Copper Basin (Tennessee)

Copper Basin
Ducktown Basin
Copper train in the basin (1939)
Coordinates35°01′N 84°22′W / 35.02°N 84.36°W / 35.02; -84.36
EtymologyCopper, Ducktown
RegionAppalachia
Country United States
State(s)Tennessee, North Carolina, Georgia
CitiesDucktown and Copperhill, Tennessee and McCaysville, Georgia
Characteristics
On/OffshoreOnshore
BoundariesPack Mountain (E), Stansbury Mountain (N), Little Frog Mountain (NW), Big Frog Mountain (SW)
Part ofAppalachian Basin
Area60,000 acres (240 km2)
Hydrology
River(s)Ocoee River
Geology
Basin typeSedimentary depression, rather than a structural basin
PlateNorth American
OrogenyTaconic (Middle Ordovician)
Caledonian, Acadian, Ouachita, Hercynian & Alleghenian orogenies (Paleozoic and younger)
AgePaleozoic to Holocene
Field(s)Burra Burra Mine

The Copper Basin, also known as the Ducktown Basin, is a geological region located primarily in Polk County, Tennessee, that contains deposits of copper ore and covers approximately 60,000 acres (24,000 hectares). Located in the southeastern corner of Tennessee, small portions of the basin extend into Fannin County, Georgia, and Cherokee County, North Carolina. The basin is surrounded by the Cherokee National Forest, and the cities of Ducktown and Copperhill, Tennessee, and McCaysville, Georgia are located in the basin.

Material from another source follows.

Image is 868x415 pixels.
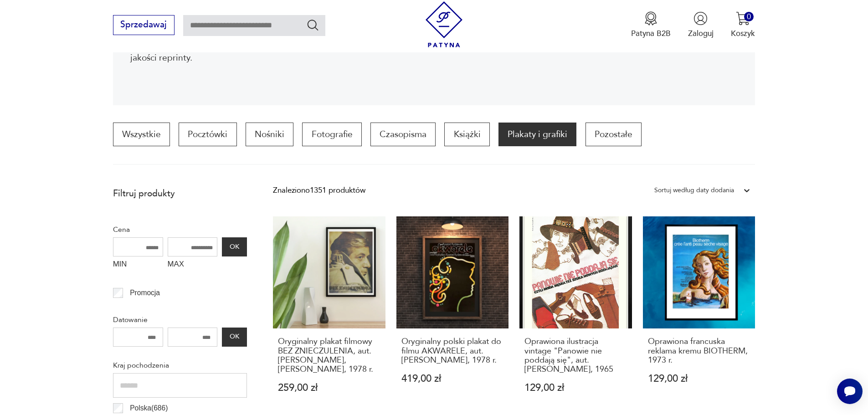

Copper was first discovered in the basin in 1843, and by the 1850s large mining operations, spearheaded by German-born businessman Julius Eckhardt Raht, were taking place. The mines were seized by the Confederacy during the American Civil War and were the source of about 90% of the copper used by the Confederate Army. After the Civil War, smelting operations, which were used to separate sulfur from the copper ore, resulted in acid rain in the area. Combined with the logging of nearby forests to fuel the smelters, this resulted in a massive environmental disaster that left the surrounding landscape barren for more than a century. Several mines, the largest of which was the Burra Burra Mine, operated in the basin.

By the 1950s, mining operations in the Copper Basin began to decline, with the final mine closing in 1987. Today, the Ducktown Basin Museum chronicles the geological record and history of the mining operations in the basin.